Alexandre Mouton was elected
president of the Louisiana Secession
Convention. He was a former governor
of Louisiana and a former U.S. Senator.
His father was an Acadian exile who came
to Louisiana as a child and became a 
successful planter. His son Alfred was a
graduate of West Point and became a
Confederate brigadier general.
 (Library of Congress)

1862: Martial law is enacted in St. Louis, Missouri which allows for the seizure of property and arrests of Confederate sympathizers.

1865: General Robert E. Lee is appointed commander-in-chief of all Confederate armies. By this time the armies of the Confederacy had been greatly reduced.
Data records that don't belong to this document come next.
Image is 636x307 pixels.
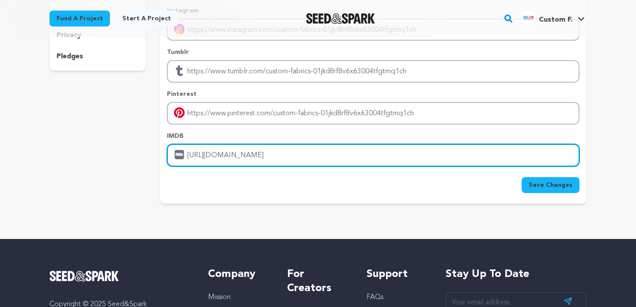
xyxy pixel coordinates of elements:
[539,16,573,23] span: Custom F.
[57,51,83,62] p: pledges
[306,13,376,24] img: Seed&Spark Logo Dark Mode
[167,48,580,57] p: Tumblr
[446,267,587,282] h5: Stay up to date
[167,132,580,141] p: IMDB
[521,11,573,25] div: Custom F.'s Profile
[49,49,146,64] button: pledges
[167,90,580,99] p: Pinterest
[49,271,190,282] a: Seed&Spark Homepage
[115,11,178,27] a: Start a project
[174,149,185,160] img: imdb.svg
[529,181,573,190] span: Save Changes
[367,267,428,282] h5: Support
[167,60,580,83] input: Enter tubmlr profile link
[522,177,580,193] button: Save Changes
[208,294,231,301] a: Mission
[287,267,349,296] h5: For Creators
[208,267,270,282] h5: Company
[174,107,185,118] img: pinterest-mobile.svg
[306,13,376,24] a: Seed&Spark Homepage
[367,294,384,301] a: FAQs
[174,65,185,76] img: tumblr.svg
[520,9,587,25] a: Custom F.'s Profile
[49,271,119,282] img: Seed&Spark Logo
[167,102,580,125] input: Enter pinterest profile link
[49,11,110,27] a: Fund a project
[521,11,536,25] img: 61f75afe3aaaad8b.png
[520,9,587,28] span: Custom F.'s Profile
[167,144,580,167] input: Enter IMDB profile link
Lee's Army of Northern Virginia was about 50,000 men by April; the Army of Tennessee under Gen. Joseph E. Johnston had been reduced to about 20,000 in the Carolinas; Lt. Gen. Richard Taylor's army in the Dept. of Miss., Ala; and E. La. could field about 12,000 men, and Lt. Gen. E. Kirby Smith commanded between 30 and 40,000 men in the Trans-Mississippi Department. Over the four years of the war, the Confederacy was able to enlist 1,082,119 men, compared to the Federals' 2,128,948, according to Statista.

Lt. Gen. Richard Taylor is made commander of the Army of Tennessee, which is recovering at Tupelo, Miss. from its defeat at the Battle of Nashville. Taylor was able to keep some of the troops in his department to reinforce Mobile, Ala., then under siege by the Federals before it was transferred to the Carolinas under Gen. Joseph E. Johnston.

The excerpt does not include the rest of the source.